Americans Are Becoming Less Racist and Homophobic, According to New Research

But weight-related bias appears to be increasing.
Racism implicit bias segregation

The resurgence of openly racist attitudes in the Trump era has led many observers to question whether the apparent reduction in prejudice in recent years was an illusion. New research provides a reassuring answer.

Researchers find that both conscious and unconscious bias regarding race and sexual orientation declined significantly between 2007 and 2016. For racial attitudes, this change was largely generational, whereas the more relaxed attitudes toward sexuality were found in the population as a whole.

That said, Americans are hardly ready to give up all our prejudices. Negative attitudes toward people with disabilities remained steady over that period, and there is evidence that obesity is becoming increasingly stigmatized.

Tessa Charlesworth and Mahzarin Banaji of the psychology department at Harvard University drew these conclusions after analyzing more than four million tests of implicit and explicit attitudes taken on the Project Implicit website. Visitors to the site report their attitude toward a specific group of people, and also take a test designed to uncover unconscious bias for or against that same population.

The Implicit Association Test is widely but not universally viewed as a valuable indicator of deep-seated prejudices. Researchers measure response times to various pairings of words and images, which reveal underlying assumptions.

For example, if it takes longer for someone to pair a positive word with a photo of an overweight person than it does to pair a negative word with the same image, it suggests the subject is prejudiced against obese individuals, whether they are consciously aware of it or not.

The researchers examined the results of such tests covering a variety of topics, including race, age, and sexuality. They found that, over the decade in question, “all explicit attitudes revealed change toward neutrality.” They conclude that this change indicates that “conscious and self-reported prejudice has decreased across time.”

The results for the implicit tests were more nuanced. Unconscious bias regarding race and sexual orientation also declined over the years, but at a considerably slower rate than conscious attitudes. That suggests underlying prejudices persist even as people assert—and presumably believe—that they have become more open minded.

Attitudes toward sexual orientation showed the biggest shifts, with both young and old respondents showing “consistent past and future movement toward implicit pro-gay preference.” These results appear to reflect “widespread shifts in the socio-cultural climate that affect all ages, generational cohorts, and demographics,” the researchers write.

In contrast, the move away from racial prejudice was driven largely by Millennials. Unconscious racism did not significantly decrease among Baby Boomers or members of Generation X. The findings suggest that American society will gradually become less racially biased as the older generations die off.

The researchers found a disconnect between implicit and explicit attitudes toward people with disabilities: Even as respondents professed to be less prejudiced against them, unconscious attitudes did not significantly change. Similarly, people in 2016 were consciously less likely to favor young people over old than they were in 2007, but that prejudice decreased only slightly on an unconscious level.

And while people were less likely to consciously favor thinner people over heavier ones, the implicit tests found that particular prejudice actually increased over the decade. The researchers argue this may reflect “an increasing focus on health and the obesity epidemic,” as well as “the perceived controllability” of the condition.

Many Americans remain more biased than they care to acknowledge—even to themselves. Overall, however, the results suggest the United States is moving slowly, haltingly, toward a less-prejudiced society.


### Problem requirements:
Below are several entries. Transcribe exactly those lines that fall from the one with "Expose 'person' location." through the one with "Detect the region containing 'wheel'.", end lines included.

### Source material:
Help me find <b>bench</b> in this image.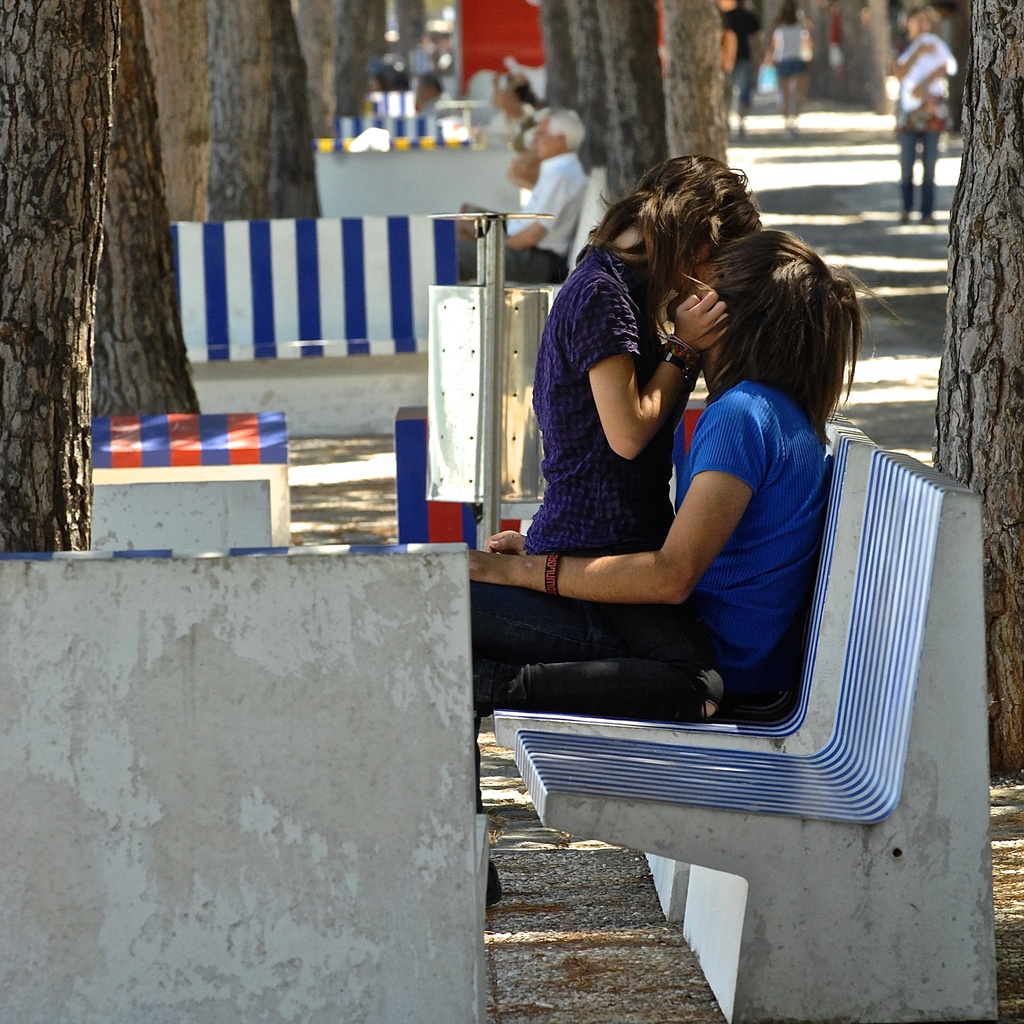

--

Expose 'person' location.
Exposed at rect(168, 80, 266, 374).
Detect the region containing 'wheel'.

* * *

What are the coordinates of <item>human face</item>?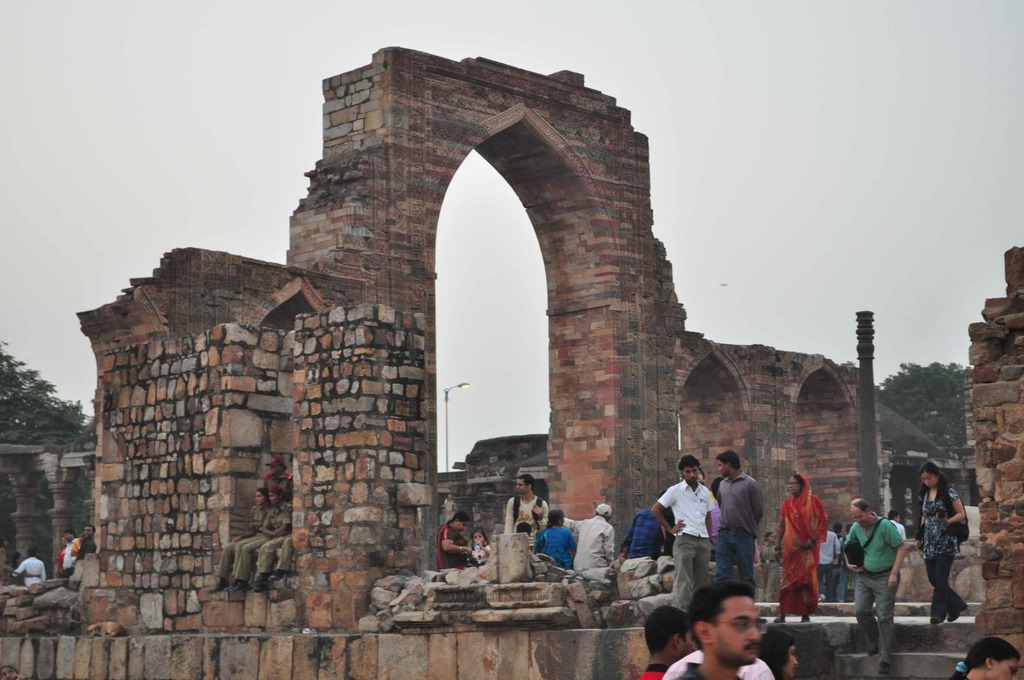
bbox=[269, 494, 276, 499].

### Problem solution:
Expose 'person' location.
Exposed at rect(168, 80, 266, 374).
Detect the region containing 'wheel'.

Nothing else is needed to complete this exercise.